The following information was taken from Handmade Toy Alliance.
On February 10th, 2009, the Consumer Product Safety Improvement Act (CPSIA) will go into effect. Among other things, the CPSIA bans lead and phthalates in toys, mandates third-party testing and certification for all toys and requires toy makers to permanently label each toy with a date and batch number.
All of these changes will be fairly easy for large, multinational toy manufacturers to comply with. Large manufacturers who make thousands of units of each toy have very little incremental cost to pay for testing and update their molds to include batch labels.
For small American, Canadian, and European toymakers and manufacturers of children’s products, however, the costs
of mandatory testing will likely drive them out of business.
- A toymaker, for example, who makes wooden cars in his garage in Maine to supplement his income cannot afford the $4,000 fee per toy that testing labs are charging to assure compliance with the CPSIA.
- A work at home mom in Minnesota who makes cloth diapers to sell online must choose either to violate the law or cease operations.
- A small toy retailer in Vermont who imports wooden toys from Europe, which has long had stringent toy safety standards, must now pay for testing on every toy they import.
- And even the handful of larger toy makers who still employ workers in the United States face increased costs to comply with the CPSIA, even though American-made toys had nothing to do with the toy safety problems of 2007.
The CPSIA simply forgot to exclude the class of children’s goods that have earned and kept the public’s trust: Toys, clothes, and accessories made in the US, Canada, and Europe. The result, unless the law is modified, is that handmade children’s products will no longer be legal in the US.
Here’s how you can help (information courtesy of Cool Mom Picks):
- Find your congress person and senators and write a letter like the sample here. (Particularly if they serve on the House Subcommittee on Commerce, Trade and Consumer Protection or the House Committee on Small Business.)
- Send an email directly to the CPSC or contact chairperson Nancy Nord at 301-504-792.
- Vote for amending the law on Change.org, digg style: With enough votes it will be presented to President Obama in January!
- Place the Save Handmade! button on your blog or website to help spread the word to everyone you know
who cares about protecting the little guy and preserving beautiful items made with love for our children.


### TASK OBJECTIVE
Transcribe the following entries letter for letter, without the pictures.
/---
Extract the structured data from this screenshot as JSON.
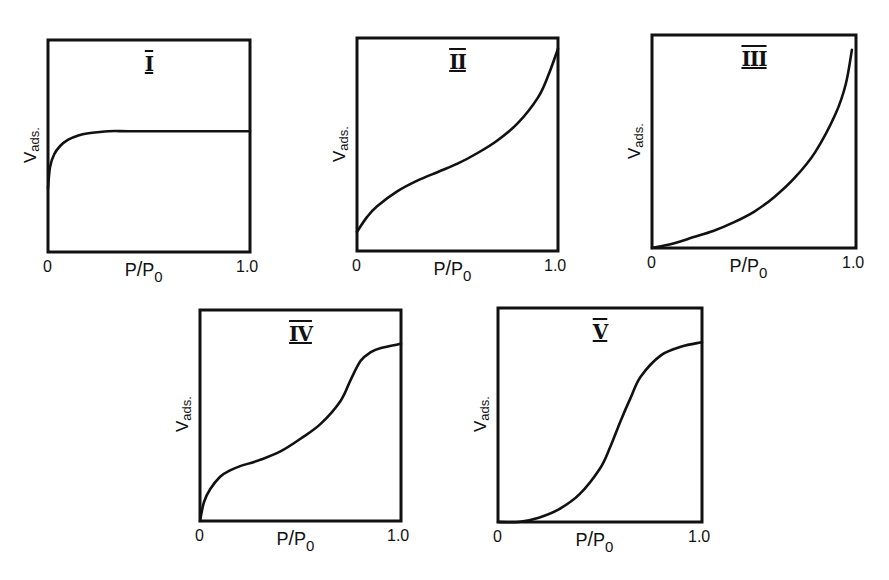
{
  "figure": {
    "panels": [
      {
        "id": "I",
        "numeral": "I",
        "ylabel_main": "V",
        "ylabel_sub": "ads.",
        "xlabel_main": "P",
        "xlabel_slash": "/",
        "xlabel_sub_p": "P",
        "xlabel_sub": "0",
        "x_min_label": "0",
        "x_max_label": "1.0"
      },
      {
        "id": "II",
        "numeral": "II",
        "ylabel_main": "V",
        "ylabel_sub": "ads.",
        "xlabel_main": "P",
        "xlabel_slash": "/",
        "xlabel_sub_p": "P",
        "xlabel_sub": "0",
        "x_min_label": "0",
        "x_max_label": "1.0"
      },
      {
        "id": "III",
        "numeral": "III",
        "ylabel_main": "V",
        "ylabel_sub": "ads.",
        "xlabel_main": "P",
        "xlabel_slash": "/",
        "xlabel_sub_p": "P",
        "xlabel_sub": "0",
        "x_min_label": "0",
        "x_max_label": "1.0"
      },
      {
        "id": "IV",
        "numeral": "IV",
        "ylabel_main": "V",
        "ylabel_sub": "ads.",
        "xlabel_main": "P",
        "xlabel_slash": "/",
        "xlabel_sub_p": "P",
        "xlabel_sub": "0",
        "x_min_label": "0",
        "x_max_label": "1.0"
      },
      {
        "id": "V",
        "numeral": "V",
        "ylabel_main": "V",
        "ylabel_sub": "ads.",
        "xlabel_main": "P",
        "xlabel_slash": "/",
        "xlabel_sub_p": "P",
        "xlabel_sub": "0",
        "x_min_label": "0",
        "x_max_label": "1.0"
      }
    ]
  },
  "chart_data": [
    {
      "type": "line",
      "title": "I",
      "xlabel": "P/P0",
      "ylabel": "Vads.",
      "xlim": [
        0,
        1.0
      ],
      "ylim": [
        0,
        1
      ],
      "grid": false,
      "legend": false,
      "x_tick_labels": [
        "0",
        "1.0"
      ],
      "x": [
        0,
        0.01,
        0.03,
        0.06,
        0.1,
        0.15,
        0.2,
        0.3,
        0.4,
        0.6,
        0.8,
        1.0
      ],
      "values": [
        0.3,
        0.4,
        0.46,
        0.5,
        0.53,
        0.55,
        0.56,
        0.57,
        0.57,
        0.57,
        0.57,
        0.57
      ]
    },
    {
      "type": "line",
      "title": "II",
      "xlabel": "P/P0",
      "ylabel": "Vads.",
      "xlim": [
        0,
        1.0
      ],
      "ylim": [
        0,
        1
      ],
      "grid": false,
      "legend": false,
      "x_tick_labels": [
        "0",
        "1.0"
      ],
      "x": [
        0,
        0.05,
        0.1,
        0.2,
        0.3,
        0.4,
        0.5,
        0.6,
        0.7,
        0.8,
        0.9,
        0.95,
        1.0
      ],
      "values": [
        0.09,
        0.16,
        0.21,
        0.28,
        0.33,
        0.37,
        0.41,
        0.46,
        0.52,
        0.6,
        0.72,
        0.82,
        0.95
      ]
    },
    {
      "type": "line",
      "title": "III",
      "xlabel": "P/P0",
      "ylabel": "Vads.",
      "xlim": [
        0,
        1.0
      ],
      "ylim": [
        0,
        1
      ],
      "grid": false,
      "legend": false,
      "x_tick_labels": [
        "0",
        "1.0"
      ],
      "x": [
        0,
        0.1,
        0.2,
        0.3,
        0.4,
        0.5,
        0.6,
        0.7,
        0.8,
        0.9,
        0.95,
        0.98
      ],
      "values": [
        0.0,
        0.02,
        0.05,
        0.08,
        0.12,
        0.17,
        0.24,
        0.33,
        0.45,
        0.63,
        0.77,
        0.93
      ]
    },
    {
      "type": "line",
      "title": "IV",
      "xlabel": "P/P0",
      "ylabel": "Vads.",
      "xlim": [
        0,
        1.0
      ],
      "ylim": [
        0,
        1
      ],
      "grid": false,
      "legend": false,
      "x_tick_labels": [
        "0",
        "1.0"
      ],
      "x": [
        0,
        0.02,
        0.05,
        0.1,
        0.15,
        0.2,
        0.3,
        0.4,
        0.5,
        0.6,
        0.7,
        0.75,
        0.8,
        0.85,
        0.9,
        1.0
      ],
      "values": [
        0.0,
        0.09,
        0.15,
        0.21,
        0.24,
        0.26,
        0.29,
        0.33,
        0.39,
        0.46,
        0.57,
        0.67,
        0.76,
        0.8,
        0.82,
        0.84
      ]
    },
    {
      "type": "line",
      "title": "V",
      "xlabel": "P/P0",
      "ylabel": "Vads.",
      "xlim": [
        0,
        1.0
      ],
      "ylim": [
        0,
        1
      ],
      "grid": false,
      "legend": false,
      "x_tick_labels": [
        "0",
        "1.0"
      ],
      "x": [
        0,
        0.1,
        0.2,
        0.3,
        0.4,
        0.5,
        0.55,
        0.6,
        0.65,
        0.7,
        0.8,
        0.9,
        1.0
      ],
      "values": [
        0.0,
        0.0,
        0.02,
        0.06,
        0.13,
        0.25,
        0.35,
        0.47,
        0.58,
        0.68,
        0.78,
        0.82,
        0.84
      ]
    }
  ]
}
\---
### RESPONSE TO THIS TASK
Extract the structured data from this screenshot as JSON.
{
  "figure": {
    "panels": [
      {
        "id": "I",
        "numeral": "I",
        "ylabel_main": "V",
        "ylabel_sub": "ads.",
        "xlabel_main": "P",
        "xlabel_slash": "/",
        "xlabel_sub_p": "P",
        "xlabel_sub": "0",
        "x_min_label": "0",
        "x_max_label": "1.0"
      },
      {
        "id": "II",
        "numeral": "II",
        "ylabel_main": "V",
        "ylabel_sub": "ads.",
        "xlabel_main": "P",
        "xlabel_slash": "/",
        "xlabel_sub_p": "P",
        "xlabel_sub": "0",
        "x_min_label": "0",
        "x_max_label": "1.0"
      },
      {
        "id": "III",
        "numeral": "III",
        "ylabel_main": "V",
        "ylabel_sub": "ads.",
        "xlabel_main": "P",
        "xlabel_slash": "/",
        "xlabel_sub_p": "P",
        "xlabel_sub": "0",
        "x_min_label": "0",
        "x_max_label": "1.0"
      },
      {
        "id": "IV",
        "numeral": "IV",
        "ylabel_main": "V",
        "ylabel_sub": "ads.",
        "xlabel_main": "P",
        "xlabel_slash": "/",
        "xlabel_sub_p": "P",
        "xlabel_sub": "0",
        "x_min_label": "0",
        "x_max_label": "1.0"
      },
      {
        "id": "V",
        "numeral": "V",
        "ylabel_main": "V",
        "ylabel_sub": "ads.",
        "xlabel_main": "P",
        "xlabel_slash": "/",
        "xlabel_sub_p": "P",
        "xlabel_sub": "0",
        "x_min_label": "0",
        "x_max_label": "1.0"
      }
    ]
  },
  "chart_data": [
    {
      "type": "line",
      "title": "I",
      "xlabel": "P/P0",
      "ylabel": "Vads.",
      "xlim": [
        0,
        1.0
      ],
      "ylim": [
        0,
        1
      ],
      "grid": false,
      "legend": false,
      "x_tick_labels": [
        "0",
        "1.0"
      ],
      "x": [
        0,
        0.01,
        0.03,
        0.06,
        0.1,
        0.15,
        0.2,
        0.3,
        0.4,
        0.6,
        0.8,
        1.0
      ],
      "values": [
        0.3,
        0.4,
        0.46,
        0.5,
        0.53,
        0.55,
        0.56,
        0.57,
        0.57,
        0.57,
        0.57,
        0.57
      ]
    },
    {
      "type": "line",
      "title": "II",
      "xlabel": "P/P0",
      "ylabel": "Vads.",
      "xlim": [
        0,
        1.0
      ],
      "ylim": [
        0,
        1
      ],
      "grid": false,
      "legend": false,
      "x_tick_labels": [
        "0",
        "1.0"
      ],
      "x": [
        0,
        0.05,
        0.1,
        0.2,
        0.3,
        0.4,
        0.5,
        0.6,
        0.7,
        0.8,
        0.9,
        0.95,
        1.0
      ],
      "values": [
        0.09,
        0.16,
        0.21,
        0.28,
        0.33,
        0.37,
        0.41,
        0.46,
        0.52,
        0.6,
        0.72,
        0.82,
        0.95
      ]
    },
    {
      "type": "line",
      "title": "III",
      "xlabel": "P/P0",
      "ylabel": "Vads.",
      "xlim": [
        0,
        1.0
      ],
      "ylim": [
        0,
        1
      ],
      "grid": false,
      "legend": false,
      "x_tick_labels": [
        "0",
        "1.0"
      ],
      "x": [
        0,
        0.1,
        0.2,
        0.3,
        0.4,
        0.5,
        0.6,
        0.7,
        0.8,
        0.9,
        0.95,
        0.98
      ],
      "values": [
        0.0,
        0.02,
        0.05,
        0.08,
        0.12,
        0.17,
        0.24,
        0.33,
        0.45,
        0.63,
        0.77,
        0.93
      ]
    },
    {
      "type": "line",
      "title": "IV",
      "xlabel": "P/P0",
      "ylabel": "Vads.",
      "xlim": [
        0,
        1.0
      ],
      "ylim": [
        0,
        1
      ],
      "grid": false,
      "legend": false,
      "x_tick_labels": [
        "0",
        "1.0"
      ],
      "x": [
        0,
        0.02,
        0.05,
        0.1,
        0.15,
        0.2,
        0.3,
        0.4,
        0.5,
        0.6,
        0.7,
        0.75,
        0.8,
        0.85,
        0.9,
        1.0
      ],
      "values": [
        0.0,
        0.09,
        0.15,
        0.21,
        0.24,
        0.26,
        0.29,
        0.33,
        0.39,
        0.46,
        0.57,
        0.67,
        0.76,
        0.8,
        0.82,
        0.84
      ]
    },
    {
      "type": "line",
      "title": "V",
      "xlabel": "P/P0",
      "ylabel": "Vads.",
      "xlim": [
        0,
        1.0
      ],
      "ylim": [
        0,
        1
      ],
      "grid": false,
      "legend": false,
      "x_tick_labels": [
        "0",
        "1.0"
      ],
      "x": [
        0,
        0.1,
        0.2,
        0.3,
        0.4,
        0.5,
        0.55,
        0.6,
        0.65,
        0.7,
        0.8,
        0.9,
        1.0
      ],
      "values": [
        0.0,
        0.0,
        0.02,
        0.06,
        0.13,
        0.25,
        0.35,
        0.47,
        0.58,
        0.68,
        0.78,
        0.82,
        0.84
      ]
    }
  ]
}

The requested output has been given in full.